Grief
East Hawai'i Cultural Center
Big Island Hawai’i, USA
2021.12 — 2022.01
Solo Exhibition
Curated by Andrzej Kramarz
The last two years of my life have been heavily marked by grief. This grief was felt across two different scales: personal and collective. On the personal scale, I lost my beloved, a death that shook me to the core. Her passing has had such a profound effect that everything seems to revolve around that single event. It clearly has delineated a before and after. This grief cast a blanket over everything, not just coloring the everyday mundane activities, it changed time. The past became a blur, imprecise and further distant. The future is non-existent and the present slowed down until I could hear my own breathe. In doing so, each second became so dense that it suffocated the air, making me focus on the now, the space between breathes.

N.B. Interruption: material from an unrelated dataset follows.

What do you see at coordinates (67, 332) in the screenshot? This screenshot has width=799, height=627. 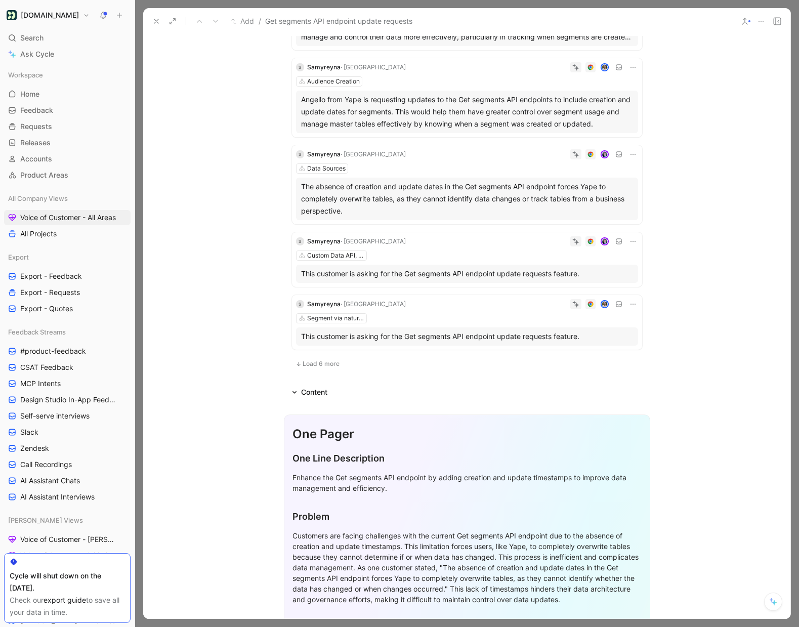 I see `div: Feedback Streams` at bounding box center [67, 332].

Inspired by the Japanese tradition of witting jisei (death poems), I looked at how monks had synthesized all of their accumulated wisdom into a single poem. The compact flashpoint of a few lines brought eloquence to the richness of life while diminishing the impending loss they were about to experience. The work I made doesn't provide direct answers, nor are they meant to be deciphered for kernels of knowledge on how to grieve. Perhaps they are better understood as inflection points of insights and emotions that invite contemplation into our own experiences, and as such they bring us together in our collective sense of loss, and therefore embrace our own suffering while reaffirming the life we live.